Poet and essayist Ocean Vuong was born in Saigon and raised in Hartford, Connecticut.
Vietnamese-American poet Ocean Vuong remembers the start of his immigrant experience, when on his first night in America he squeezed into a tiny, unfurnished Connecticut apartment with six relatives and a bucket of "old man chicken."
"We had KFC, which my family still calls to this day 'old man chicken' because of Col. Sanders' face on the buckets," Vuong says. "It was very cold, the snow was starting and you could hear it crackling on the tenement windows, and we were dipping into this seemingly miraculous bucket of chicken and drinking this tea that we brought with us, and we started to tell stories."
Those stories Vuong's family shared with the then-toddler are woven into his new collection of poems, "Night Sky with Exit Wounds." The poetry looks backward and forward to life in Vietnam and America, avoiding nostalgia but capturing the lasting impact of a war that still echoes through the generations.
This is one of his poems, "Aubade with Burning City":
South Vietnam, April 29, 1975: Armed Forces Radio played Irving Berlin’s “White Christmas” as a code to begin Operation Frequent Wind, the ultimate evacuation of American civilians and Vietnamese refugees by helicopter during the fall of Saigon.
Without federal support, local stations, especially in rural and underserved areas, face deep cuts or even closure. Vital public service alerts, news, storytelling, and programming like The World will be impacted. The World has weathered many storms, and we remain steadfast in our commitment to being your trusted source for human-centered international news, shared with integrity and care. We believe public media is about truth and access for all. As an independent, nonprofit newsroom, we aren’t controlled by billionaire owners or corporations. We are sustained by listeners like you.
Now more than ever, we need your help to support our global reporting work and power the future of The World.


• Exercise objective
Output the entries below without any alteration.
(Material supplied begins)
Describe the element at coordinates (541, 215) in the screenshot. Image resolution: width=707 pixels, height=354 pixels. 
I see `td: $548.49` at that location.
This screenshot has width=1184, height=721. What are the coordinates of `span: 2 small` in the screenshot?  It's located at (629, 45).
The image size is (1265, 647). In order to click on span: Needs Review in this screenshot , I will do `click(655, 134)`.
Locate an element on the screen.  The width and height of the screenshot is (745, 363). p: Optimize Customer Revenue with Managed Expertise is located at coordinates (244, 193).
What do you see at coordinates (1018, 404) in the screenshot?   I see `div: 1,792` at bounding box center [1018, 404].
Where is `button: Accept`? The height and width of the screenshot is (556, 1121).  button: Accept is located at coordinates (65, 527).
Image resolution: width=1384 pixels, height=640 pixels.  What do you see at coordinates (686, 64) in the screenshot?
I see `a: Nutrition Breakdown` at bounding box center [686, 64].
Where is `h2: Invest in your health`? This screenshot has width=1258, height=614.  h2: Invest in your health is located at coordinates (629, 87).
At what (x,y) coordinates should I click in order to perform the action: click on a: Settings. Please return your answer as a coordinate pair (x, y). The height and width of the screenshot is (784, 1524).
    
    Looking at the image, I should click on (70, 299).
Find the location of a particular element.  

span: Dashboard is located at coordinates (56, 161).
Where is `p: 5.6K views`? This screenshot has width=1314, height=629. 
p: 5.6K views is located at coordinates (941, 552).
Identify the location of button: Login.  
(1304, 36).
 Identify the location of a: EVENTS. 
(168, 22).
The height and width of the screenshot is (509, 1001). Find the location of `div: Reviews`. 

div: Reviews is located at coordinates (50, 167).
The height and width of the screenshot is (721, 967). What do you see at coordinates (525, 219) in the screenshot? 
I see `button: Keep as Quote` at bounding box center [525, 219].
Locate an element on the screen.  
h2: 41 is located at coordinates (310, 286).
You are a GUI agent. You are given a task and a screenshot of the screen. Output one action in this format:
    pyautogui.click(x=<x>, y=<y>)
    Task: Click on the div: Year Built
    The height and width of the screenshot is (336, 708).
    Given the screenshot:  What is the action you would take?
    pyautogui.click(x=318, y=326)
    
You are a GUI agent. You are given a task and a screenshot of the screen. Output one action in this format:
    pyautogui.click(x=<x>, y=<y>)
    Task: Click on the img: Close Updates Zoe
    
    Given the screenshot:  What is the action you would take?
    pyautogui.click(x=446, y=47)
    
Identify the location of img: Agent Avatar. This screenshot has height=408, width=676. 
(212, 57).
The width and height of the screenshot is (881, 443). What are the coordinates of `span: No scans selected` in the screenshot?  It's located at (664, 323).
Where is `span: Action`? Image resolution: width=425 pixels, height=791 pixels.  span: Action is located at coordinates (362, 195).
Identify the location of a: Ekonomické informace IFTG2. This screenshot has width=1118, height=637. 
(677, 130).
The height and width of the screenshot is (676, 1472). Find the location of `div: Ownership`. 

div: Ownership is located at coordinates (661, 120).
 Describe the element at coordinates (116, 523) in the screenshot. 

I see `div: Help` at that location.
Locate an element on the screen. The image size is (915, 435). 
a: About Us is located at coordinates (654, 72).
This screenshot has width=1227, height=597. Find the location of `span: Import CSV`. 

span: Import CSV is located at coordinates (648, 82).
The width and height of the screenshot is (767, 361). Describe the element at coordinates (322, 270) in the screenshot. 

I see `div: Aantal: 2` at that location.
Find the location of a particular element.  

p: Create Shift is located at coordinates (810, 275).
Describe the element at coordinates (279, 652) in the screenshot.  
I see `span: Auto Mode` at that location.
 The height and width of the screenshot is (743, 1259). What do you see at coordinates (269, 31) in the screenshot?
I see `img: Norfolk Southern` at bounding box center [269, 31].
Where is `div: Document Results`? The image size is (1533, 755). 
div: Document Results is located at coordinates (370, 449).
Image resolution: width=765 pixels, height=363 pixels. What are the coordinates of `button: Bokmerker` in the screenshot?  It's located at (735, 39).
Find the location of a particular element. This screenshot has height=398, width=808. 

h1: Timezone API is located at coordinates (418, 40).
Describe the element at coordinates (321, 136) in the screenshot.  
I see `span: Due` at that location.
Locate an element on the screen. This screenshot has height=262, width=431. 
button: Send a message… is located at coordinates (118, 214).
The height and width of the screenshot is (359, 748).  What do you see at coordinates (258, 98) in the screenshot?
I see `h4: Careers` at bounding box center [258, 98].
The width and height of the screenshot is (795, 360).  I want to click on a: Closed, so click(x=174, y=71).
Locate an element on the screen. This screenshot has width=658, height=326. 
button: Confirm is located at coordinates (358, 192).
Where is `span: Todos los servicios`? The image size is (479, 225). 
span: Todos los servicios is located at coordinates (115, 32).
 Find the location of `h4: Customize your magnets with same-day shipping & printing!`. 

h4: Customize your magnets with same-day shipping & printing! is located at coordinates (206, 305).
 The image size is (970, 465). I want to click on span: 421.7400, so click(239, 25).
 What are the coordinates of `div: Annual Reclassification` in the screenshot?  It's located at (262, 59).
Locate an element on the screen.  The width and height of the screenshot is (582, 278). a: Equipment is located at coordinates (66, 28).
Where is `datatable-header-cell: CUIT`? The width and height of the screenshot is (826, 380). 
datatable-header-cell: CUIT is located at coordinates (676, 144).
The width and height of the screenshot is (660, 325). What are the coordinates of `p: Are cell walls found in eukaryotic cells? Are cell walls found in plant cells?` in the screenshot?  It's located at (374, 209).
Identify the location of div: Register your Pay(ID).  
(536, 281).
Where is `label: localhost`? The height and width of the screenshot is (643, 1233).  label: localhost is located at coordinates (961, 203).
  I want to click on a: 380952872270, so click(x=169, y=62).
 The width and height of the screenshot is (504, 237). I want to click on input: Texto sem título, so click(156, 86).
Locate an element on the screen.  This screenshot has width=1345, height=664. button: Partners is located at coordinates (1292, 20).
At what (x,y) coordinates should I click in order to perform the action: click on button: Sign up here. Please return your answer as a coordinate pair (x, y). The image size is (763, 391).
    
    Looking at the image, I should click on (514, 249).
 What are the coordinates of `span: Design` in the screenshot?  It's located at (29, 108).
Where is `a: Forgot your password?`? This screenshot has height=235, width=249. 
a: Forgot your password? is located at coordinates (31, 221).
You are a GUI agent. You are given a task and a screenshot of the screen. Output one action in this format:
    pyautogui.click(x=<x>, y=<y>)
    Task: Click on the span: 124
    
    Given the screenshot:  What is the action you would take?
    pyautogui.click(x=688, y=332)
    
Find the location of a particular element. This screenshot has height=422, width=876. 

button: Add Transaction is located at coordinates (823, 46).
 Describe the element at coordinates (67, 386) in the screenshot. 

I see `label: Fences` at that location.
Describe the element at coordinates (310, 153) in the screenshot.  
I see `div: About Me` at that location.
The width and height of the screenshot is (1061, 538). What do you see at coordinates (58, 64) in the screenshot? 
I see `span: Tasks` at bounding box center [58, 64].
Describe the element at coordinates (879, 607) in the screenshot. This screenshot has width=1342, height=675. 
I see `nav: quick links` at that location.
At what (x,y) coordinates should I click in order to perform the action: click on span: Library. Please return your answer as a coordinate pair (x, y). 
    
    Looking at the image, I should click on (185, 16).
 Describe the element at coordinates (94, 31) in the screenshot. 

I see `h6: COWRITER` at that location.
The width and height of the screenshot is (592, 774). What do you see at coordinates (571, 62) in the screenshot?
(Material supplied ends)
• Task result
Describe the element at coordinates (541, 215) in the screenshot. Image resolution: width=707 pixels, height=354 pixels. 
I see `td: $548.49` at that location.
This screenshot has width=1184, height=721. What are the coordinates of `span: 2 small` in the screenshot?  It's located at (629, 45).
The image size is (1265, 647). In order to click on span: Needs Review in this screenshot , I will do `click(655, 134)`.
Locate an element on the screen.  The width and height of the screenshot is (745, 363). p: Optimize Customer Revenue with Managed Expertise is located at coordinates (244, 193).
What do you see at coordinates (1018, 404) in the screenshot?   I see `div: 1,792` at bounding box center [1018, 404].
Where is `button: Accept`? The height and width of the screenshot is (556, 1121).  button: Accept is located at coordinates (65, 527).
Image resolution: width=1384 pixels, height=640 pixels.  What do you see at coordinates (686, 64) in the screenshot?
I see `a: Nutrition Breakdown` at bounding box center [686, 64].
Where is `h2: Invest in your health`? This screenshot has width=1258, height=614.  h2: Invest in your health is located at coordinates (629, 87).
At what (x,y) coordinates should I click in order to perform the action: click on a: Settings. Please return your answer as a coordinate pair (x, y). The height and width of the screenshot is (784, 1524).
    
    Looking at the image, I should click on (70, 299).
Find the location of a particular element.  

span: Dashboard is located at coordinates (56, 161).
Where is `p: 5.6K views`? This screenshot has width=1314, height=629. 
p: 5.6K views is located at coordinates (941, 552).
Identify the location of button: Login.  
(1304, 36).
 Identify the location of a: EVENTS. 
(168, 22).
The height and width of the screenshot is (509, 1001). Find the location of `div: Reviews`. 

div: Reviews is located at coordinates (50, 167).
The height and width of the screenshot is (721, 967). What do you see at coordinates (525, 219) in the screenshot? 
I see `button: Keep as Quote` at bounding box center [525, 219].
Locate an element on the screen.  
h2: 41 is located at coordinates (310, 286).
You are a GUI agent. You are given a task and a screenshot of the screen. Output one action in this format:
    pyautogui.click(x=<x>, y=<y>)
    Task: Click on the div: Year Built
    The height and width of the screenshot is (336, 708).
    Given the screenshot:  What is the action you would take?
    pyautogui.click(x=318, y=326)
    
You are a GUI agent. You are given a task and a screenshot of the screen. Output one action in this format:
    pyautogui.click(x=<x>, y=<y>)
    Task: Click on the img: Close Updates Zoe
    
    Given the screenshot:  What is the action you would take?
    pyautogui.click(x=446, y=47)
    
Identify the location of img: Agent Avatar. This screenshot has height=408, width=676. 
(212, 57).
The width and height of the screenshot is (881, 443). What are the coordinates of `span: No scans selected` in the screenshot?  It's located at (664, 323).
Where is `span: Action`? Image resolution: width=425 pixels, height=791 pixels.  span: Action is located at coordinates (362, 195).
Identify the location of a: Ekonomické informace IFTG2. This screenshot has width=1118, height=637. 
(677, 130).
The height and width of the screenshot is (676, 1472). Find the location of `div: Ownership`. 

div: Ownership is located at coordinates (661, 120).
 Describe the element at coordinates (116, 523) in the screenshot. 

I see `div: Help` at that location.
Locate an element on the screen. The image size is (915, 435). 
a: About Us is located at coordinates (654, 72).
This screenshot has width=1227, height=597. Find the location of `span: Import CSV`. 

span: Import CSV is located at coordinates (648, 82).
The width and height of the screenshot is (767, 361). Describe the element at coordinates (322, 270) in the screenshot. 

I see `div: Aantal: 2` at that location.
Find the location of a particular element.  

p: Create Shift is located at coordinates (810, 275).
Describe the element at coordinates (279, 652) in the screenshot.  
I see `span: Auto Mode` at that location.
 The height and width of the screenshot is (743, 1259). What do you see at coordinates (269, 31) in the screenshot?
I see `img: Norfolk Southern` at bounding box center [269, 31].
Where is `div: Document Results`? The image size is (1533, 755). 
div: Document Results is located at coordinates (370, 449).
Image resolution: width=765 pixels, height=363 pixels. What are the coordinates of `button: Bokmerker` in the screenshot?  It's located at (735, 39).
Find the location of a particular element. This screenshot has height=398, width=808. 

h1: Timezone API is located at coordinates (418, 40).
Describe the element at coordinates (321, 136) in the screenshot.  
I see `span: Due` at that location.
Locate an element on the screen. This screenshot has height=262, width=431. 
button: Send a message… is located at coordinates (118, 214).
The height and width of the screenshot is (359, 748).  What do you see at coordinates (258, 98) in the screenshot?
I see `h4: Careers` at bounding box center [258, 98].
The width and height of the screenshot is (795, 360).  I want to click on a: Closed, so click(x=174, y=71).
Locate an element on the screen. This screenshot has width=658, height=326. 
button: Confirm is located at coordinates (358, 192).
Where is `span: Todos los servicios`? The image size is (479, 225). 
span: Todos los servicios is located at coordinates (115, 32).
 Find the location of `h4: Customize your magnets with same-day shipping & printing!`. 

h4: Customize your magnets with same-day shipping & printing! is located at coordinates (206, 305).
 The image size is (970, 465). I want to click on span: 421.7400, so click(239, 25).
 What are the coordinates of `div: Annual Reclassification` in the screenshot?  It's located at (262, 59).
Locate an element on the screen.  The width and height of the screenshot is (582, 278). a: Equipment is located at coordinates (66, 28).
Where is `datatable-header-cell: CUIT`? The width and height of the screenshot is (826, 380). 
datatable-header-cell: CUIT is located at coordinates (676, 144).
The width and height of the screenshot is (660, 325). What are the coordinates of `p: Are cell walls found in eukaryotic cells? Are cell walls found in plant cells?` in the screenshot?  It's located at (374, 209).
Identify the location of div: Register your Pay(ID).  
(536, 281).
Where is `label: localhost`? The height and width of the screenshot is (643, 1233).  label: localhost is located at coordinates (961, 203).
  I want to click on a: 380952872270, so click(x=169, y=62).
 The width and height of the screenshot is (504, 237). I want to click on input: Texto sem título, so click(156, 86).
Locate an element on the screen.  This screenshot has width=1345, height=664. button: Partners is located at coordinates (1292, 20).
At what (x,y) coordinates should I click in order to perform the action: click on button: Sign up here. Please return your answer as a coordinate pair (x, y). The image size is (763, 391).
    
    Looking at the image, I should click on (514, 249).
 What are the coordinates of `span: Design` in the screenshot?  It's located at (29, 108).
Where is `a: Forgot your password?`? This screenshot has height=235, width=249. 
a: Forgot your password? is located at coordinates (31, 221).
You are a GUI agent. You are given a task and a screenshot of the screen. Output one action in this format:
    pyautogui.click(x=<x>, y=<y>)
    Task: Click on the span: 124
    
    Given the screenshot:  What is the action you would take?
    pyautogui.click(x=688, y=332)
    
Find the location of a particular element. This screenshot has height=422, width=876. 

button: Add Transaction is located at coordinates (823, 46).
 Describe the element at coordinates (67, 386) in the screenshot. 

I see `label: Fences` at that location.
Describe the element at coordinates (310, 153) in the screenshot.  
I see `div: About Me` at that location.
The width and height of the screenshot is (1061, 538). What do you see at coordinates (58, 64) in the screenshot? 
I see `span: Tasks` at bounding box center [58, 64].
Describe the element at coordinates (879, 607) in the screenshot. This screenshot has width=1342, height=675. 
I see `nav: quick links` at that location.
At what (x,y) coordinates should I click in order to perform the action: click on span: Library. Please return your answer as a coordinate pair (x, y). 
    
    Looking at the image, I should click on (185, 16).
 Describe the element at coordinates (94, 31) in the screenshot. 

I see `h6: COWRITER` at that location.
The width and height of the screenshot is (592, 774). What do you see at coordinates (571, 62) in the screenshot?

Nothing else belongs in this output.